The next afternoon Pia changed into workout clothes along with her new shoes. She wound her hair up and bound it in a tight queue at the nape of her neck.
Her memory of the night before was fuzzy. She remembered talking and flirting, feeling brilliant and beautiful and witty, while Dragos teased her, his dark face creased with laughter. She remembered falling into bed, shrieking and kicking at him as he tickled her unmercifully. She remembered falling asleep, wrapped around him, his hands fisted in the waterfall of her hair.
She had been alone in the bed when a hangover had finally hammered her into consciousnesses late the next morning. She had rolled away from the windows with a moan to discover a vial resting on his pillow. It tinkled with magic. A note was tied to the neck. It said, Drink me.
That potion had saved her life. She hoped someone had been kind enough to get one for Tricks as well. Even with the potion’s help, it had been some time before she could face putting anything else into her stomach. Now after a light lunch, which she had eaten with caution, she, Rune and Graydon were finally going to the gym as originally planned.
She opened the door. The two gryphons in the hall broke off their conversation. Their expressions were entirely too bland. She frowned. “Did I do or say something yesterday that I should apologize for?”
“Not you, cupcake,” said Graydon. “But apparently a lot of other people in the Tower have. Rune thinks we should rename it Melrose Place. I think Peyton Place has a more classic feel to it, don’t you?”
“Oh no,” she said. “You got the tablecloth away from Tricks.”
Rune grinned. “Not before the little shit bit me.”

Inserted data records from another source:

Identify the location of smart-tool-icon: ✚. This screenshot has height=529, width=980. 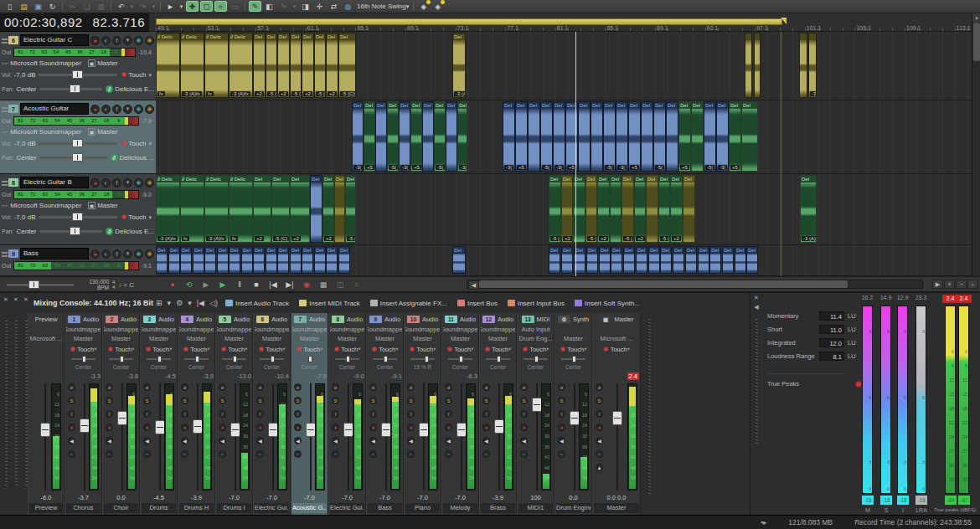
(193, 7). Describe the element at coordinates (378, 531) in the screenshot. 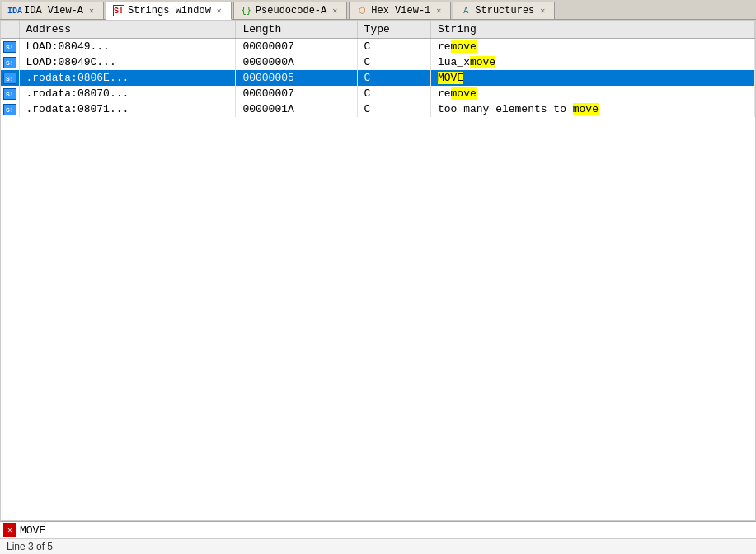

I see `search-bar: ✕` at that location.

They took the stairs. Perhaps twenty people were in the gym. Some worked on equipment and others sparred with each other in the two large workout areas. One area had hard-used but well-kept hardwood floors and the other area was covered with tumbling mats.
Rune commandeered the space covered with tumbling mats while Graydon went into the locker room and changed. Then Rune went to change too. As he came back out he beckoned her and Graydon to the center of the mat. Both men wore tight tanks and black cotton pants. They seemed bigger than ever as she stood between them, totaling five hundred pounds of solid Wyr muscle.
Those that Rune had displaced loitered at the edge of the area, watching. Pia took deep breaths, trying to dispel the jitters that had taken over her stomach, all too aware of the curious, not entirely friendly stares directed their way. She balanced on the balls of her feet, shook out her arms and legs and stretched her neck.
Rune said, “Okay, we’re going to run through a few basic self-defense techniques. Pia, the main takeaway is we’re the bodyguards and we know best. You’ve got to do what we tell you, when we tell you to do it. If I tell you to duck, you damn well better duck. If Gray tells you to drop to the ground, you plant your face. The toughest thing is that an attack will most likely happen without warning so following orders without hesitation or argument is absolutely essential.”